Excerpt: University campuses — particularly those of the New Universities of the 1960s — are microcosmic representations of a society, where the holistically planned environment establishes the preconditions for the evolution of that society.
On the level of the individual and the collective, university campuses are thus examples of a total environment which contain the possibility of being didactic in their own right: informing behaviour and providing the formative conditions for individual self-realisation and collective action.
The fieldwork component of this thesis entailed a series of visits to postwar university campuses in the UK and US to record their physical composition. Primarily involving on-site sketches, photography and taking record of their spatial and architectural characteristics; this fieldwork aimed to extrapolate common features from each postwar campus to establish a retrospective architectural theory of the postwar campus. In the UK, this manifested most clearly in the campuses of the New Universities (eg York, UEA etc), where their large rural sites permitted unprecedented license to shape a radical 'map of learning'. In the US, campuses in urban environments (Chicago was taken as an exemplary location) permitted a heightened relationship between town and gown, and posited the campus as a vehicle for urban renewal. In all, 11 sites were visited of varying kinds, from conservative establishments in modern appearances; such as Churchill College, Cambridge, to existing campus expansion plans: such as the University of Leeds, to inner city de novo institutions; such as UIC, Chicago. Over this fieldwork I aimed to visit a variety of different postwar universities to examine the extremes of university and campus-planning logic, however remarkable international consensus in what constituted modern higher education was apparent, reified through the form of the campus. It was clear that international modernism had established a universal campus language with local inflections. In the concluding period of this course, one particular case study will serve as a site for design interventions in a 'post-university' campus, examining creative reuse strategies for a defunct campus in Manchester. This design will draw upon the universal campus language which is set out in the thesis component of this course, employing it as a lodestar for an approach to reprogramme the campus beyond the university.
University campuses visited between Spring - Winter 2021, case study reports for each campus are found below:
08 UMIST, Manchester (1960) - subject of further study
Limitations of Study: due to the covid-19 pandemic and the coincidence of this fieldwork with university vacations many of the campuses visited were done so without students present. Whilst this enabled relatively unencumbered access around the campus, human activity was largely absent, which proved to be a key determinant in the conception of the campus. As such, this thesis focusses more upon the architectural and urban composition of the campus than the potential implications on individual and collective action and sociology.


_Work required_
An exact copy of the listing is what is needed; please output it in full.

------------------------------------------------------------

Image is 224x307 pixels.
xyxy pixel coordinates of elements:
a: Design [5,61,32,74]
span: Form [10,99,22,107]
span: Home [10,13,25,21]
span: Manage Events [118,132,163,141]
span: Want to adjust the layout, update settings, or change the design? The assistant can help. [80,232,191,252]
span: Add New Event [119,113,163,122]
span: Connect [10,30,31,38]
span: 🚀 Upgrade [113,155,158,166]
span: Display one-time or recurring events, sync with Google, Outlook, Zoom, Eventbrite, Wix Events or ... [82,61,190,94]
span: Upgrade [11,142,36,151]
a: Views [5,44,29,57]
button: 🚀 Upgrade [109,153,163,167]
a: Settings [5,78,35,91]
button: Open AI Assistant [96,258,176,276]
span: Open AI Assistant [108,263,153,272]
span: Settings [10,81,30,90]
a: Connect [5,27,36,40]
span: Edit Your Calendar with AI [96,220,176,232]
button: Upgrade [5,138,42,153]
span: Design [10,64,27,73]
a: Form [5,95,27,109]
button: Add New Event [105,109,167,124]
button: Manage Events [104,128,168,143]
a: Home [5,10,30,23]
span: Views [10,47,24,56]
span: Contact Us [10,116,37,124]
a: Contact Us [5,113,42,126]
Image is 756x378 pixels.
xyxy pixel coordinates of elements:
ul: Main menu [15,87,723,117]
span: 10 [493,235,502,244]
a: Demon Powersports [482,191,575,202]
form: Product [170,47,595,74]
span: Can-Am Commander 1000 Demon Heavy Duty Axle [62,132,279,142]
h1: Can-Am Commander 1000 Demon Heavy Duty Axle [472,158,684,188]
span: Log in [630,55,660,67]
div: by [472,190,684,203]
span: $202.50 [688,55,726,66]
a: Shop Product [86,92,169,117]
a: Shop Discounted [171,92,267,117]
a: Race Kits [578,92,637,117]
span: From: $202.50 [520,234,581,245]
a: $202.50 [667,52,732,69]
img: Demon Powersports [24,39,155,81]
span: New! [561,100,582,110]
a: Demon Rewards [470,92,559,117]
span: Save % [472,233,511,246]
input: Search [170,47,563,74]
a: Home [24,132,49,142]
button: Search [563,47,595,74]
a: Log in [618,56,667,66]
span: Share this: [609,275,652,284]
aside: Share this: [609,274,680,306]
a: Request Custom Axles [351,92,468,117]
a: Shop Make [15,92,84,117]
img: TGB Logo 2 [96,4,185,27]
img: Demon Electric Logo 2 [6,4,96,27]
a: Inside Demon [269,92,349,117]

------------------------------------------------------------

_Solution to this exercise_
Image is 224x307 pixels.
xyxy pixel coordinates of elements:
a: Design [5,61,32,74]
span: Form [10,99,22,107]
span: Home [10,13,25,21]
span: Manage Events [118,132,163,141]
span: Want to adjust the layout, update settings, or change the design? The assistant can help. [80,232,191,252]
span: Add New Event [119,113,163,122]
span: Connect [10,30,31,38]
span: 🚀 Upgrade [113,155,158,166]
span: Display one-time or recurring events, sync with Google, Outlook, Zoom, Eventbrite, Wix Events or ... [82,61,190,94]
span: Upgrade [11,142,36,151]
a: Views [5,44,29,57]
button: 🚀 Upgrade [109,153,163,167]
a: Settings [5,78,35,91]
button: Open AI Assistant [96,258,176,276]
span: Open AI Assistant [108,263,153,272]
span: Settings [10,81,30,90]
a: Connect [5,27,36,40]
span: Edit Your Calendar with AI [96,220,176,232]
button: Upgrade [5,138,42,153]
span: Design [10,64,27,73]
a: Form [5,95,27,109]
button: Add New Event [105,109,167,124]
button: Manage Events [104,128,168,143]
a: Home [5,10,30,23]
span: Views [10,47,24,56]
span: Contact Us [10,116,37,124]
a: Contact Us [5,113,42,126]
Image is 756x378 pixels.
xyxy pixel coordinates of elements:
ul: Main menu [15,87,723,117]
span: 10 [493,235,502,244]
a: Demon Powersports [482,191,575,202]
form: Product [170,47,595,74]
span: Can-Am Commander 1000 Demon Heavy Duty Axle [62,132,279,142]
h1: Can-Am Commander 1000 Demon Heavy Duty Axle [472,158,684,188]
span: Log in [630,55,660,67]
div: by [472,190,684,203]
span: $202.50 [688,55,726,66]
a: Shop Product [86,92,169,117]
a: Shop Discounted [171,92,267,117]
a: Race Kits [578,92,637,117]
span: From: $202.50 [520,234,581,245]
a: $202.50 [667,52,732,69]
img: Demon Powersports [24,39,155,81]
span: New! [561,100,582,110]
a: Demon Rewards [470,92,559,117]
span: Save % [472,233,511,246]
input: Search [170,47,563,74]
a: Home [24,132,49,142]
button: Search [563,47,595,74]
a: Log in [618,56,667,66]
span: Share this: [609,275,652,284]
aside: Share this: [609,274,680,306]
a: Request Custom Axles [351,92,468,117]
a: Shop Make [15,92,84,117]
img: TGB Logo 2 [96,4,185,27]
img: Demon Electric Logo 2 [6,4,96,27]
a: Inside Demon [269,92,349,117]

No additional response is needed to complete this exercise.